By Morgan Montalvo
WOAI News
San Antonio’s City Council Chamber was full to near-overflowing Wednesday evening with supporters and opponents of a proposed paid sick leave ordinance, News Radio 1200 WOAI reports.
Attendees on both sides of the issue jockeyed for seats, an open space to stand, or a chance at the public address lectern in front of council members as a public hearing on the measure got underway.
The proposal calls for one hour of paid sick for each 30 hours worked by an employee of most local businesses, with annual caps set at 64 or 38 hours based on a firm’s number of workers.
Cuauhtemoc Toran with the activist group Move Texas tells WOAI News he supports the idea.
“Right now, people have to sacrifice their day’s earnings in order to attend to themselves over something they cannot control,” he says.
Fellow paid sick leave supporter Michelle Tremillo with the Texas Organizing Project says about 40 communities in the U.S. mandate paid sick leave.

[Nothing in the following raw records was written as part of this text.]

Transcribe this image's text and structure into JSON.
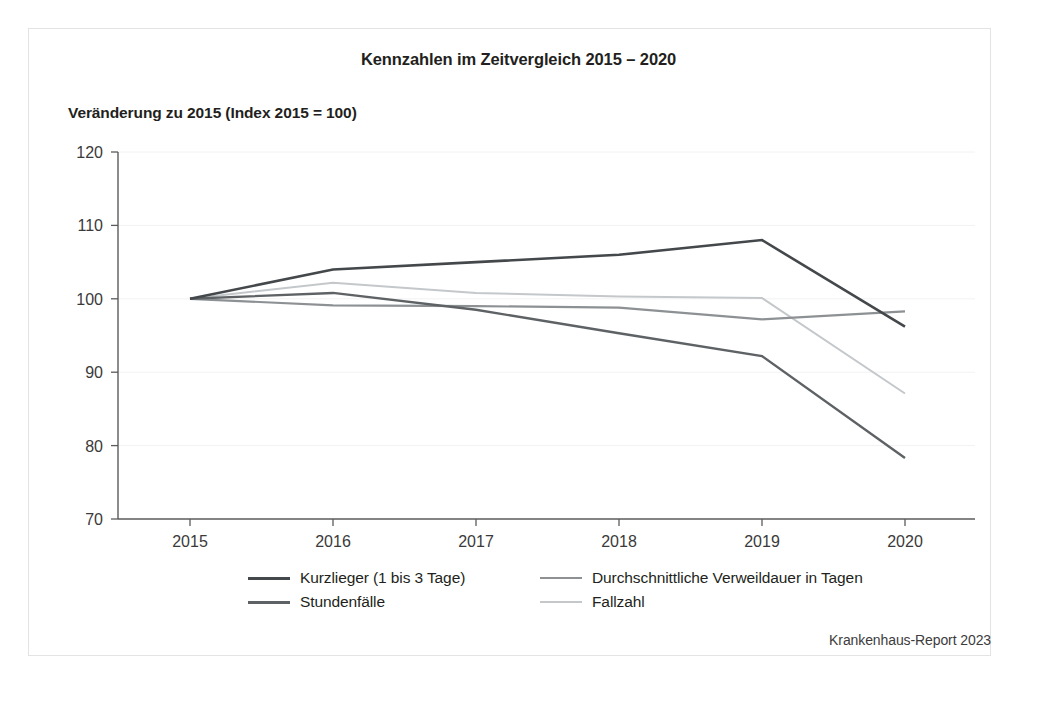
{
  "figure": {
    "title": "Kennzahlen im Zeitvergleich 2015 – 2020",
    "subtitle": "Veränderung zu 2015 (Index 2015 = 100)",
    "source_note": "Krankenhaus-Report 2023"
  },
  "chart_data": {
    "type": "line",
    "title": "Kennzahlen im Zeitvergleich 2015 – 2020",
    "subtitle": "Veränderung zu 2015 (Index 2015 = 100)",
    "xlabel": "",
    "ylabel": "Veränderung zu 2015 (Index 2015 = 100)",
    "x": [
      2015,
      2016,
      2017,
      2018,
      2019,
      2020
    ],
    "categories": [
      "2015",
      "2016",
      "2017",
      "2018",
      "2019",
      "2020"
    ],
    "xtick_labels": [
      "2015",
      "2016",
      "2017",
      "2018",
      "2019",
      "2020"
    ],
    "ytick_labels": [
      "70",
      "80",
      "90",
      "100",
      "110",
      "120"
    ],
    "yticks": [
      70,
      80,
      90,
      100,
      110,
      120
    ],
    "ylim": [
      70,
      120
    ],
    "xlim": [
      2015,
      2020
    ],
    "grid": true,
    "legend_position": "bottom",
    "series": [
      {
        "name": "Kurzlieger (1 bis 3 Tage)",
        "color": "#44484b",
        "width": 2.6,
        "dash": "none",
        "values": [
          100,
          104,
          105,
          106,
          108,
          96.2
        ]
      },
      {
        "name": "Stundenfälle",
        "color": "#5e6265",
        "width": 2.4,
        "dash": "none",
        "values": [
          100,
          100.8,
          98.5,
          95.3,
          92.2,
          78.3
        ]
      },
      {
        "name": "Durchschnittliche Verweildauer in Tagen",
        "color": "#8d9194",
        "width": 2.2,
        "dash": "none",
        "values": [
          100,
          99.1,
          99,
          98.8,
          97.2,
          98.3
        ]
      },
      {
        "name": "Fallzahl",
        "color": "#c4c8cb",
        "width": 2.0,
        "dash": "none",
        "values": [
          100,
          102.2,
          100.8,
          100.3,
          100.1,
          87.1
        ]
      }
    ]
  },
  "legend": {
    "entries": [
      {
        "label": "Kurzlieger (1 bis 3 Tage)",
        "color": "#44484b",
        "width": "3px",
        "column": "left",
        "row": 0
      },
      {
        "label": "Durchschnittliche Verweildauer in Tagen",
        "color": "#8d9194",
        "width": "2.5px",
        "column": "right",
        "row": 0
      },
      {
        "label": "Stundenfälle",
        "color": "#5e6265",
        "width": "3px",
        "column": "left",
        "row": 1
      },
      {
        "label": "Fallzahl",
        "color": "#c4c8cb",
        "width": "2.5px",
        "column": "right",
        "row": 1
      }
    ]
  },
  "axes": {
    "y_labels": [
      "120",
      "110",
      "100",
      "90",
      "80",
      "70"
    ],
    "x_labels": [
      "2015",
      "2016",
      "2017",
      "2018",
      "2019",
      "2020"
    ]
  }
}
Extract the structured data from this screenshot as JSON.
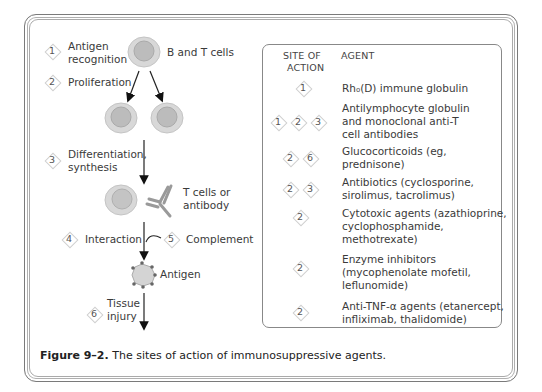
{
  "figure": {
    "caption_label": "Figure 9–2.",
    "caption_text": " The sites of action of immunosuppressive agents."
  },
  "diagram": {
    "steps": [
      {
        "number": "1",
        "label_lines": [
          "Antigen",
          "recognition"
        ]
      },
      {
        "number": "2",
        "label_lines": [
          "Proliferation"
        ]
      },
      {
        "number": "3",
        "label_lines": [
          "Differentiation,",
          "synthesis"
        ]
      },
      {
        "number": "4",
        "label_lines": [
          "Interaction"
        ]
      },
      {
        "number": "5",
        "label_lines": [
          "Complement"
        ]
      },
      {
        "number": "6",
        "label_lines": [
          "Tissue",
          "injury"
        ]
      }
    ],
    "labels": {
      "b_and_t_cells": "B and T cells",
      "t_cells_or_antibody_1": "T cells or",
      "t_cells_or_antibody_2": "antibody",
      "antigen": "Antigen"
    }
  },
  "table": {
    "header_site_1": "SITE OF",
    "header_site_2": "ACTION",
    "header_agent": "AGENT",
    "rows": [
      {
        "sites": [
          "1"
        ],
        "agent_lines": [
          "Rh₀(D) immune globulin"
        ]
      },
      {
        "sites": [
          "1",
          "2",
          "3"
        ],
        "agent_lines": [
          "Antilymphocyte globulin",
          "and monoclonal anti-T",
          "cell antibodies"
        ]
      },
      {
        "sites": [
          "2",
          "6"
        ],
        "agent_lines": [
          "Glucocorticoids (eg,",
          "prednisone)"
        ]
      },
      {
        "sites": [
          "2",
          "3"
        ],
        "agent_lines": [
          "Antibiotics (cyclosporine,",
          "sirolimus, tacrolimus)"
        ]
      },
      {
        "sites": [
          "2"
        ],
        "agent_lines": [
          "Cytotoxic agents (azathioprine,",
          "cyclophosphamide,",
          "methotrexate)"
        ]
      },
      {
        "sites": [
          "2"
        ],
        "agent_lines": [
          "Enzyme inhibitors",
          "(mycophenolate mofetil,",
          "leflunomide)"
        ]
      },
      {
        "sites": [
          "2"
        ],
        "agent_lines": [
          "Anti-TNF-α agents (etanercept,",
          "  infliximab, thalidomide)"
        ]
      }
    ]
  },
  "colors": {
    "cell_outer": "#d6d6d6",
    "cell_inner": "#bdbdbd",
    "border": "#888888",
    "text": "#3a3a3a"
  }
}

“The studies from those jurisdictions show that there’s a net positive effect of enacting earned-paid sick on both businesses and for working families,” says Tremillo.

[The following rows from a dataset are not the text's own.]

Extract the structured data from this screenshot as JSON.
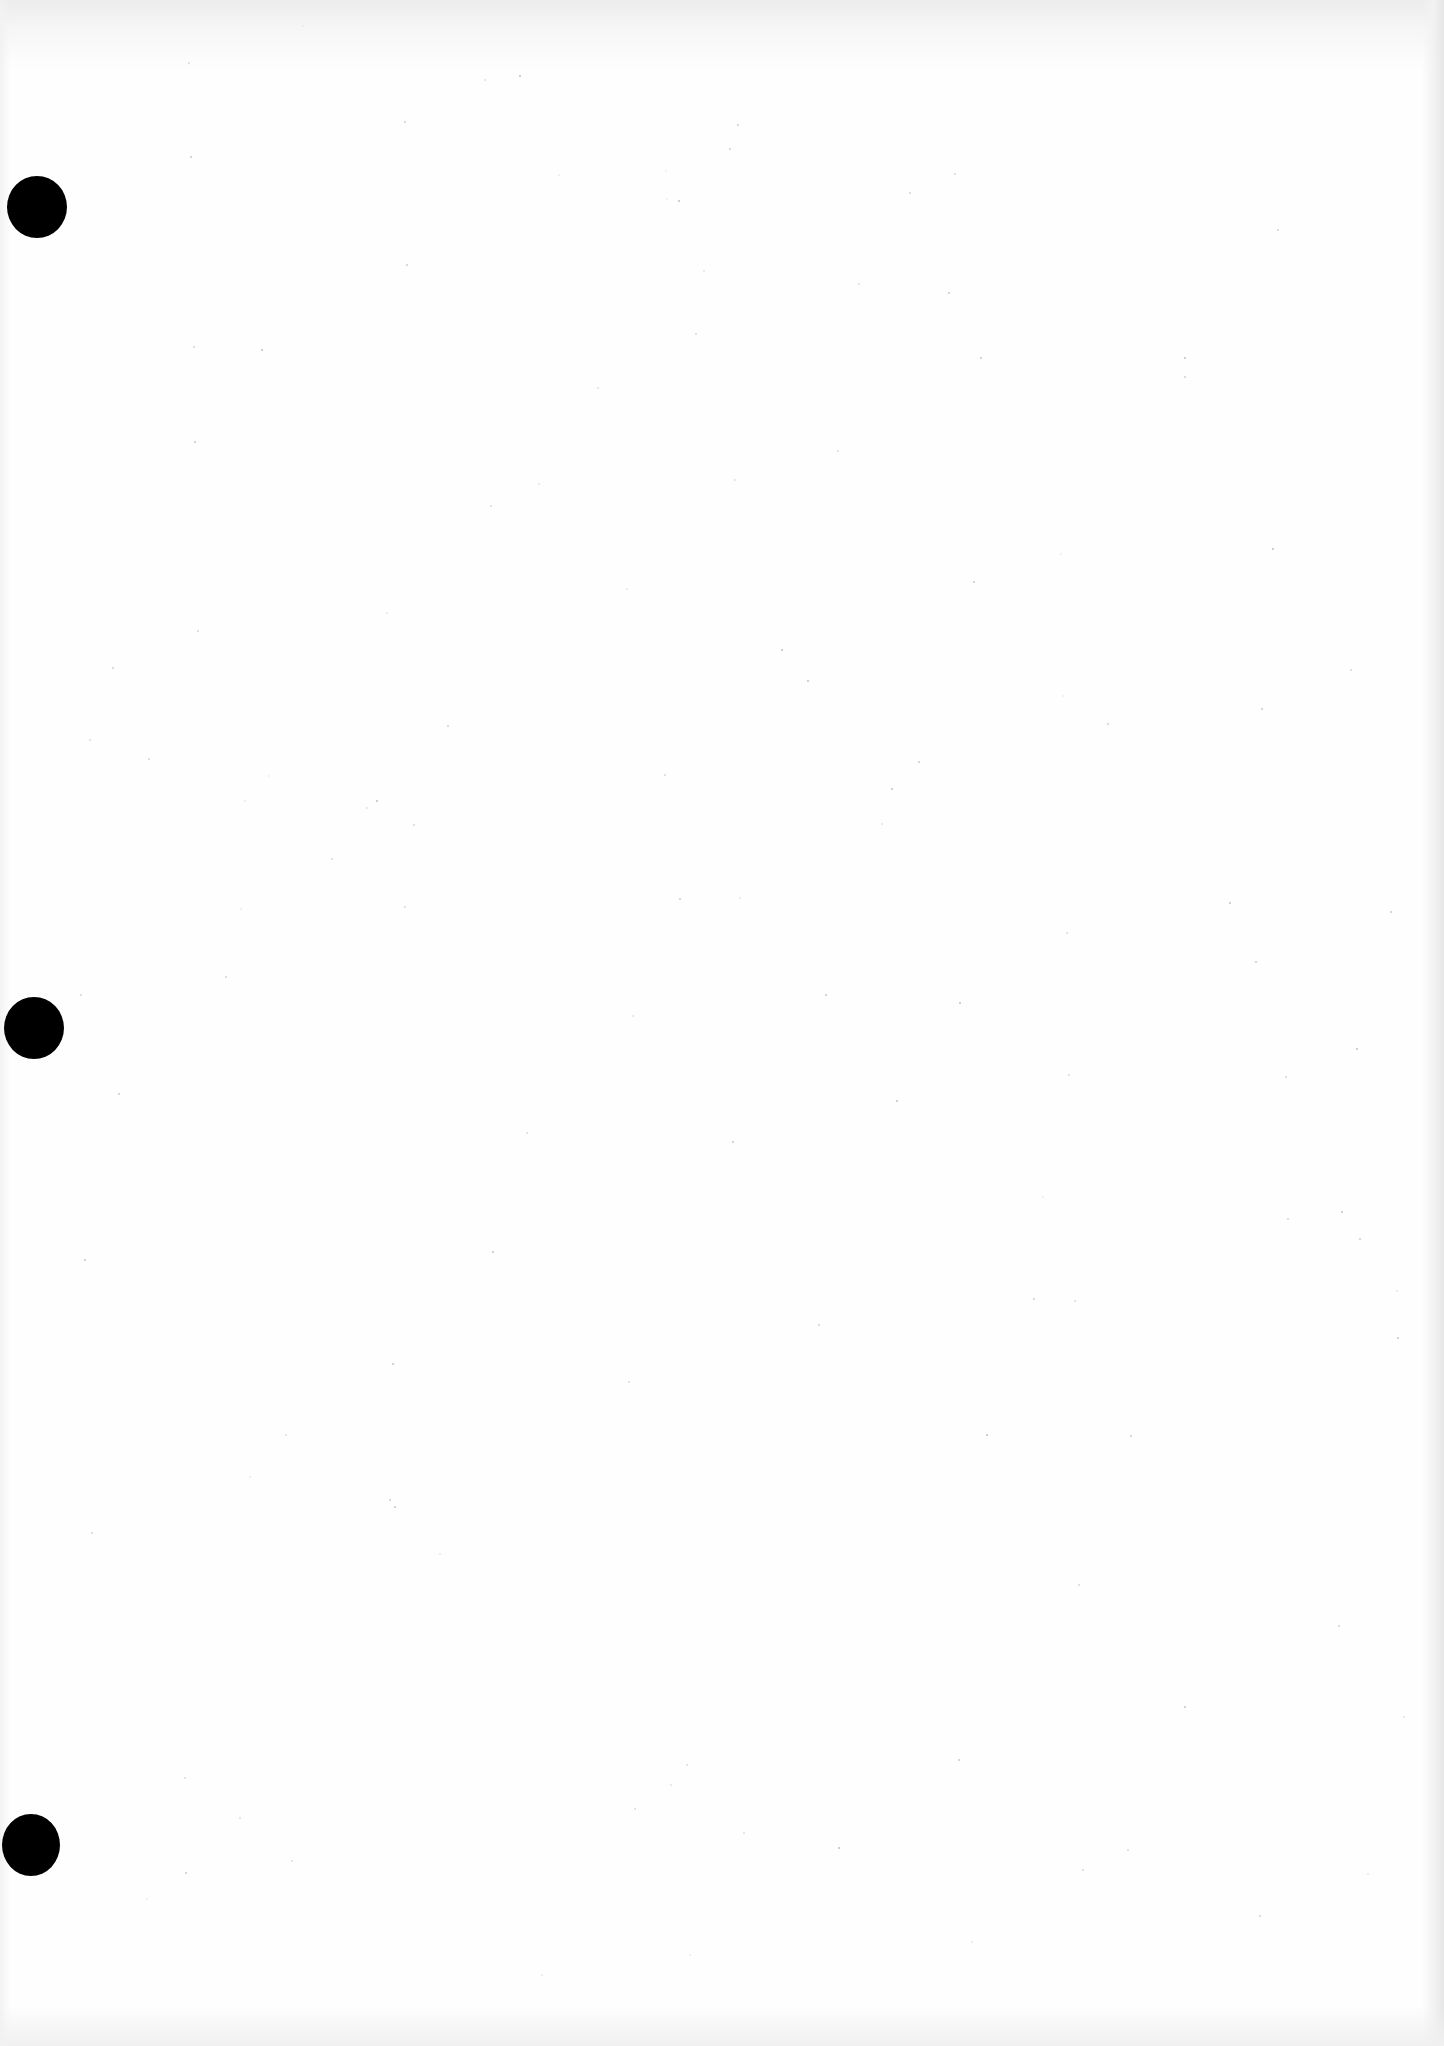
{
  "page": {
    "type": "blank scanned sheet",
    "background_color": "#fefefe",
    "edge_shadow_color": "#e6e6e6",
    "text_content": ""
  },
  "punch_holes": [
    {
      "cx": 37,
      "cy": 207,
      "width": 60,
      "height": 62,
      "color": "#000000"
    },
    {
      "cx": 34,
      "cy": 1028,
      "width": 60,
      "height": 62,
      "color": "#000000"
    },
    {
      "cx": 31,
      "cy": 1845,
      "width": 58,
      "height": 62,
      "color": "#000000"
    }
  ]
}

John Agather, president-elect of the San Antonio Hispanic Chamber of Commerce, calls the proposal a “one size fits all” approach to balancing workers’ quality of life with employers’ needs to keep open their doors. He says the Hispanic Chamber opposes the plan because small and medium-sized businesses, many of them restaurants with bare-bones staff, operate on tight profit margins and cannot afford protected worker absenteeism because of elective time off.
“This could be a real burden financially for them,” Agather says. “We’re not opposed to paid sick leave, but this isn’t the way to go about it.”
Douglas Carlberg, CEO of local defense contractor M2 Global, says his company offers paid leave and a generous benefits package, but compliance with additional sick leave rules will make him re-think keeping local his operation, which employs a number of disabled veterans.
“It’s going to have a major impact on me,” he tells WOAI News. “I’ve got two choices: I can either reduce the benefits – and we offer sick leave today – I can reduce benefits or I can move out of San Antonio. And I may do both if this passes."
Carlberg says an unintended consequence will be fewer local paid student internships because, under the proposal's guidelines, businesses that host interns will have to grant students the same time-off privileges as regular employees.
It will be up to City Council whether to put the issue up for a public vote in November.